Speaking a little later of taking the present rates of river erosion as a standard to estimate the chronology of the Glacial period, the same high authority remarks: "It no more affords a true and sufficient guide than it would be to take the tottering paces and weakened force of an old man as the measure of what that individual was, and what he could do, in his robust and active youth. It may be right to take the effects at present produced by a given power as the known quantity, a, but it is equally indispensable, in all calculations relative to the degree of those forces in past times, to take notice of the unknown quantity, x, although this, in the absence of actual experience, which cannot be had, can only be estimated by the results and by a knowledge of the contemporaneous physical conditions. It may be a complicated equation, but it is not to be avoided.[ER]

[ER] Prestwich’s Geology, vol. ii, pp. 520, 521.

“In this country and in the north of France broad valleys have been excavated to the depth of from about eighty to a hundred and fifty feet in glacial and post-glacial times. Difficult as it is by our present experience to conceive this to have been effected in a comparatively short geological term, it is equally, and to my mind more, difficult to suppose that man could have existed eighty thousand years or more, and that existing forms of our fauna and flora should have survived during two hundred and forty thousand years without modification or change.”[ES]

[ES] Ibid., p. 533.

The discussion of the age of the high-level river gravels of the Somme and other streams in northwestern Europe is not complete, however, without considering another possibility as to the mode of their deposition. The conclusion to which Mr. Alfred Tylor arrived, after a prolonged and careful study of the subject, was that the main valleys of the Somme and other streams in northern France and southern England were preglacial in their origin, and that the accumulations of gravel at high levels along their margin were due to enormous floods which characterised the closing portion of the great ice age, which he denominated the pluvial period.[ET] The credibility of floods large enough to accomplish the results manifest in the valley of the Somme is supported by reference to a flood which occurred on the Mulleer River, in India, in 1856, when a stream, which is usually insignificant, was so swollen by a rainfall of a single day that it rose high enough to sweep away an iron bridge the bottoms of whose girders were sixty-five feet above high-water mark. One iron girder weighing eighty tons was carried two miles down the river, and nearly buried in sand. The significance of these facts is enhanced by observing also that for fifteen miles above the bridge the fall of the river only averaged ten feet per mile. Floods to this extent are not uncommon in India. During the Glacial period spring freshets, must have been greatly increased by the melting of a large amount of snow and ice which had accumulated during the winter, and also by the formation of ice-gorges near the mouths of many of the streams. It is probable, also, that the accumulation of ice across the northern part of the German Ocean may have permanently flooded the streams entering that body of water; for it is by no means improbable that there was a land connection between England and France across the Straits of Dover until after the climax of the Glacial period. In support of his theory, Mr. Tylor points to the fact “that the gravel in the valley of the Somme at Amiens is partly derived from débris brought down by the river Somme and by the two rivers the Celle and the Arve, and partly consists of material from the adjoining higher grounds washed in by land floods,” and that the “Quaternary gravels of the Somme are not separated into two divisions by an escarpment of chalk parallel to the river,” but “thin out gradually as they slope from the high land down to the Somme.”

Mr. Tylor’s reasoning seems especially cogent to one who stands on the ground where he can observe the size of the valley and the diminutive proportions of the present stream. Even if we do not grant all that is claimed by Mr. Tylor, it is difficult to resist the main force of his argument, and to avoid the conclusion that the valley of the Somme is largely the work of preglacial erosion, and has been, at any rate, only in slight degree deepened and enlarged during post-Tertiary time.

[ET] Proceedings of the Geological Society, London, November 8, 1867, pp. 103-126: Quarterly Journal of the Geological Society, February 1, 1869, pp. 57-100.

Summary.

In briefly summarising our conclusions concerning the question of man’s antiquity as affected by his known relations to the Glacial period, it is important, first, to remark upon the changes of opinion which have taken place with respect to geological time within the past generation. Under the sway of Sir Charles Lyell’s uniformitarian ideas, geologists felt themselves at liberty to regard geological time as practically unlimited, and did not hesitate to refer the origin of life upon the globe back to a period of 500,000,000 years. In the first edition of his Origin of Species Charles Darwin estimated that the time required for the erosion of the Wealden deposits in England was 306,662,400 years, which he spoke of as “a mere trifle” of that at command for establishing his theory of the origin of species through natural selection. In his second edition, however, he confesses that his original statement concerning the length of geological time was rash; while in later editions he quietly omitted it.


> Exercise
Copy verbatim the span of lines beginning at the line that contains "Inspect for hiking equipment." and ending with the final line of the data. Exclude pictures from the copy.

======== Data

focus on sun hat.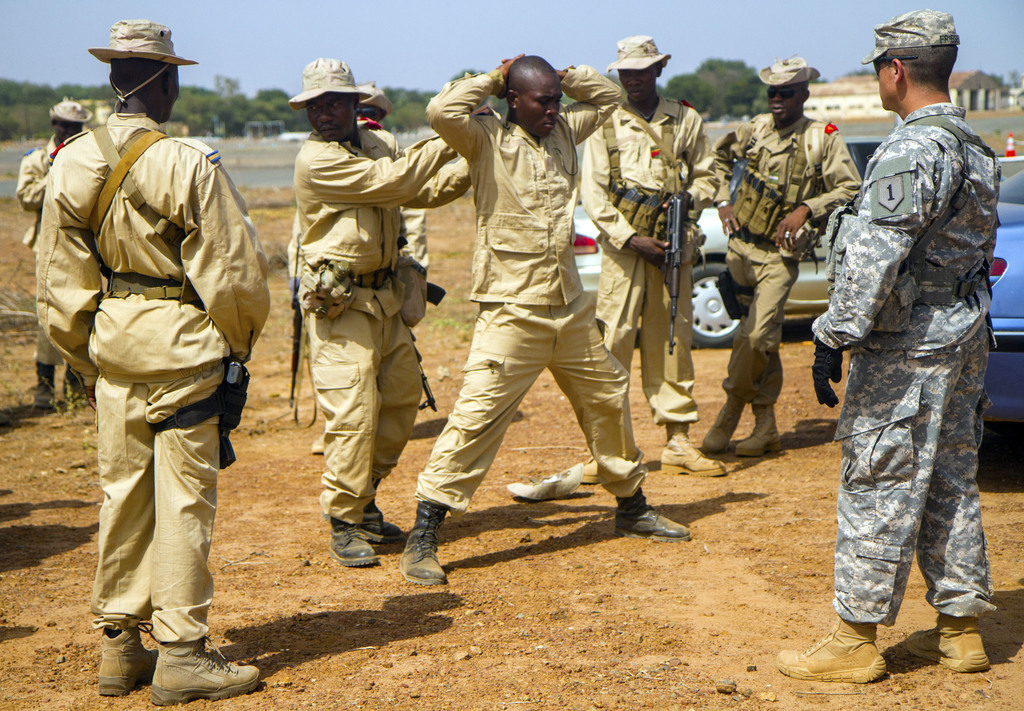
Focused at BBox(84, 11, 195, 117).
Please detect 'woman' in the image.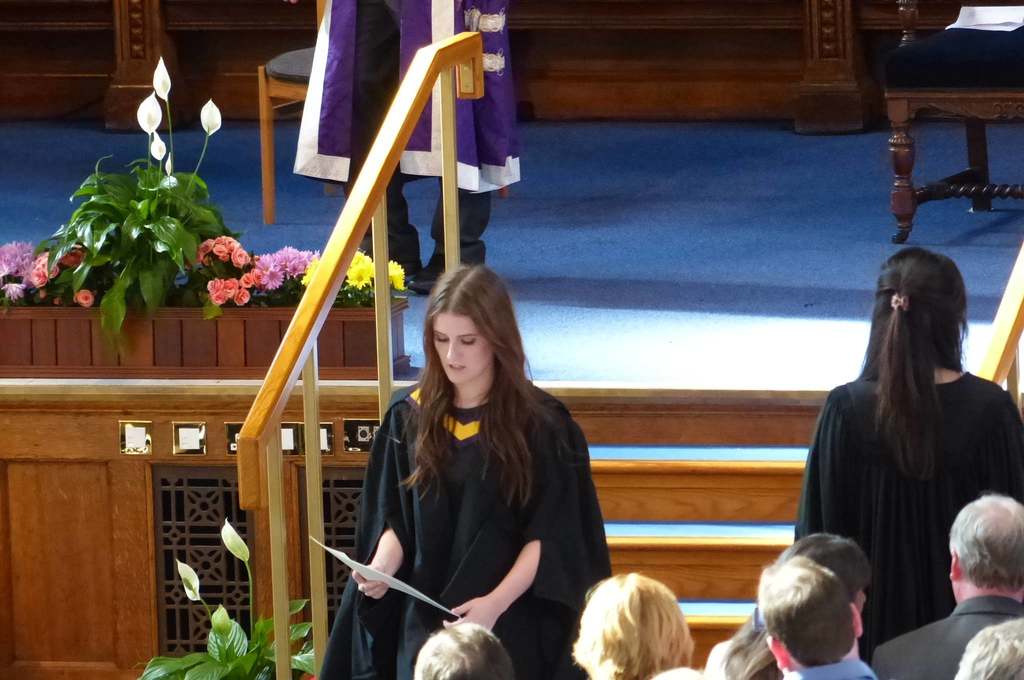
bbox=(705, 528, 872, 679).
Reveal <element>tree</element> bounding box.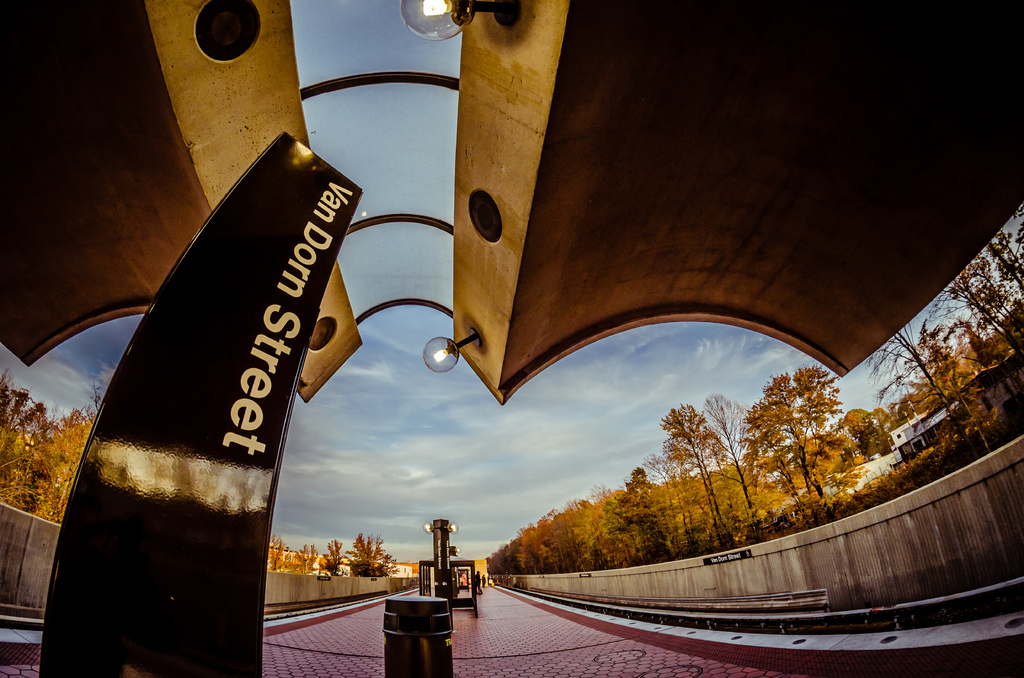
Revealed: Rect(313, 535, 349, 575).
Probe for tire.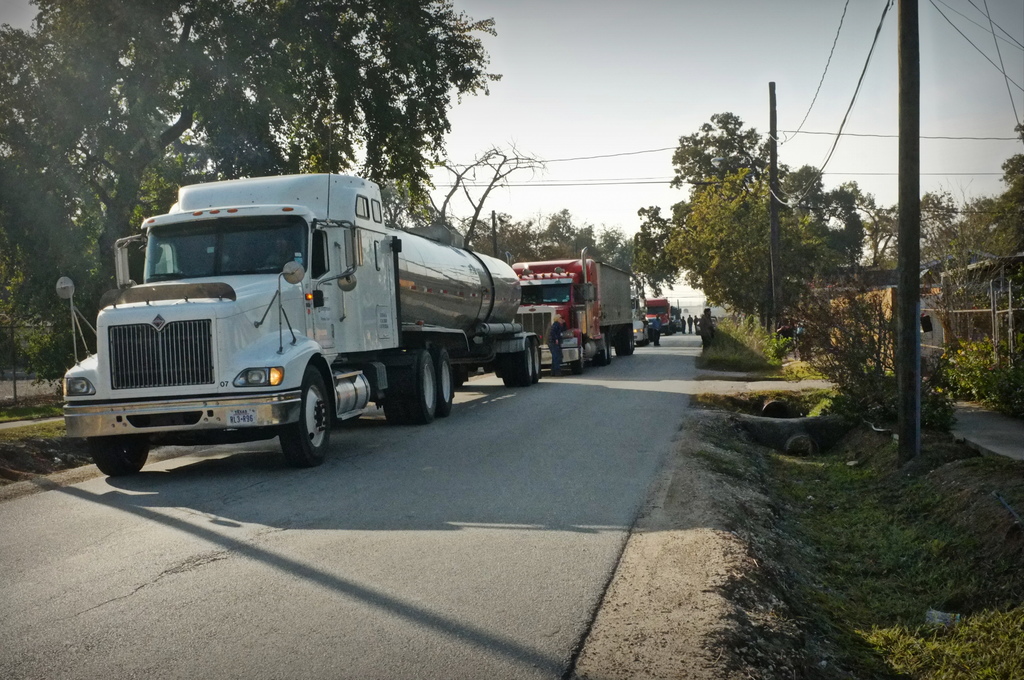
Probe result: box=[573, 342, 583, 373].
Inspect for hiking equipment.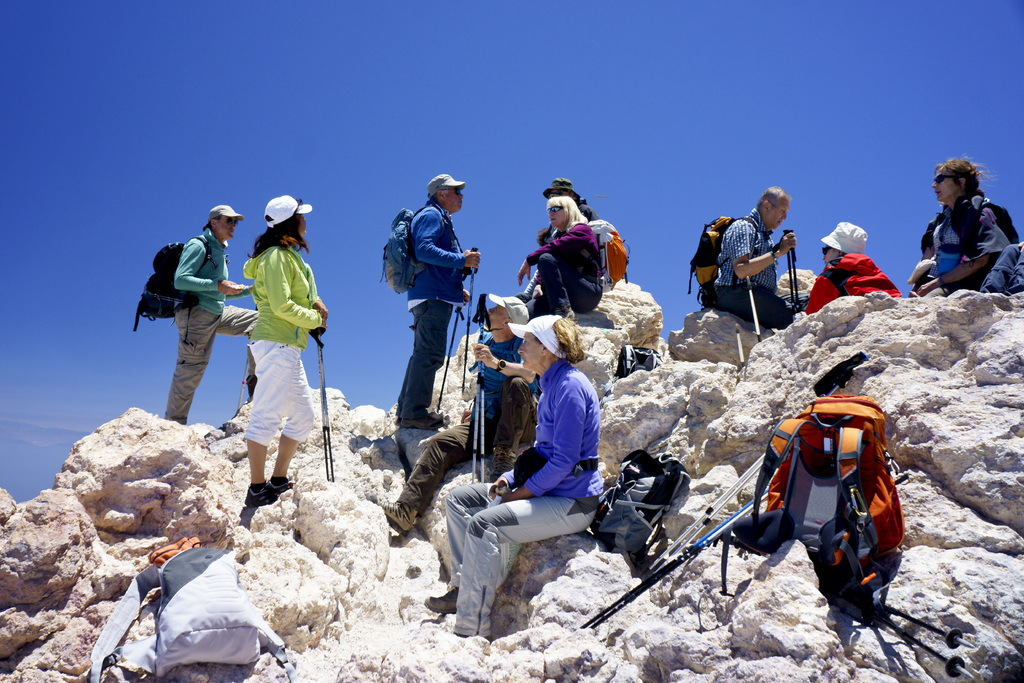
Inspection: bbox(596, 452, 720, 581).
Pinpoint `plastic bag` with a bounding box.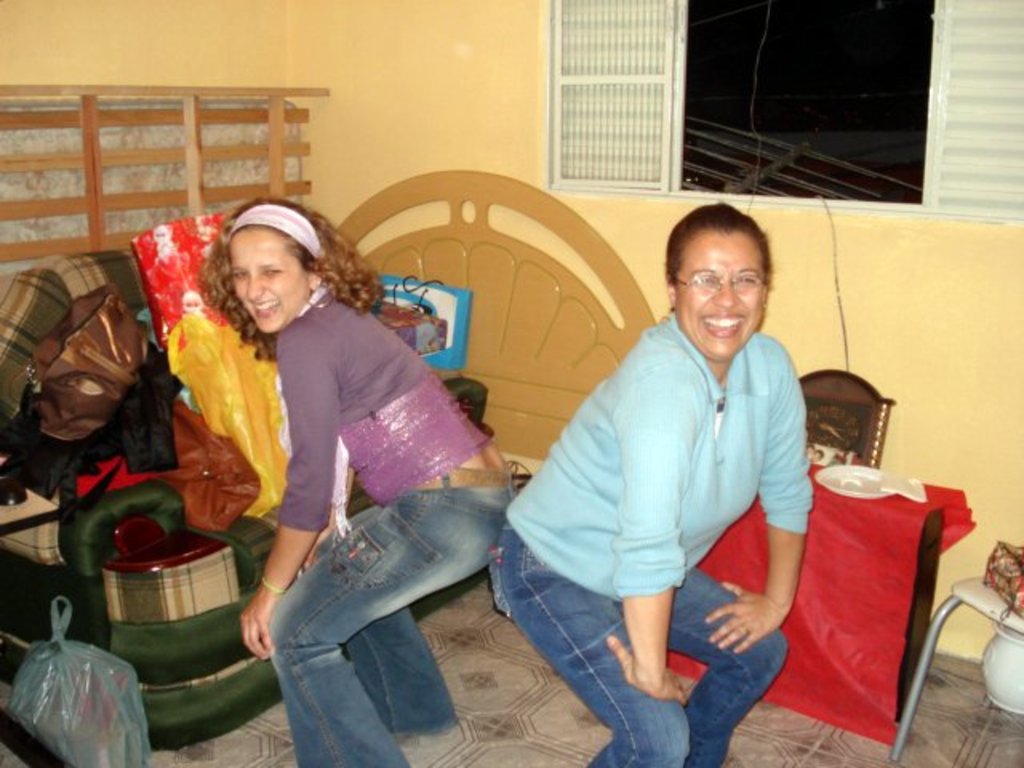
[165, 307, 294, 525].
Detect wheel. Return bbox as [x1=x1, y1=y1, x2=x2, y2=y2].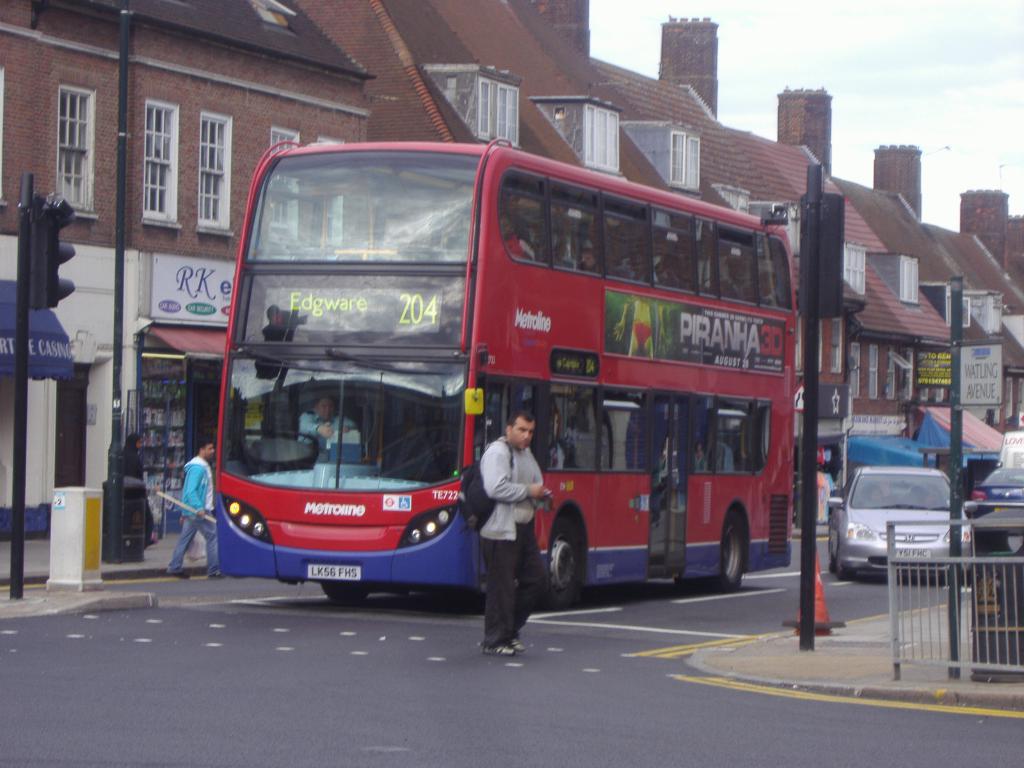
[x1=826, y1=539, x2=836, y2=572].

================

> Answer to this exercise
Inspect for hiking equipment.
Inspection: bbox(596, 452, 720, 581).
Pinpoint `plastic bag` with a bounding box.
[165, 307, 294, 525].
Detect wheel. Return bbox as [x1=x1, y1=y1, x2=x2, y2=y2].
[x1=826, y1=539, x2=836, y2=572].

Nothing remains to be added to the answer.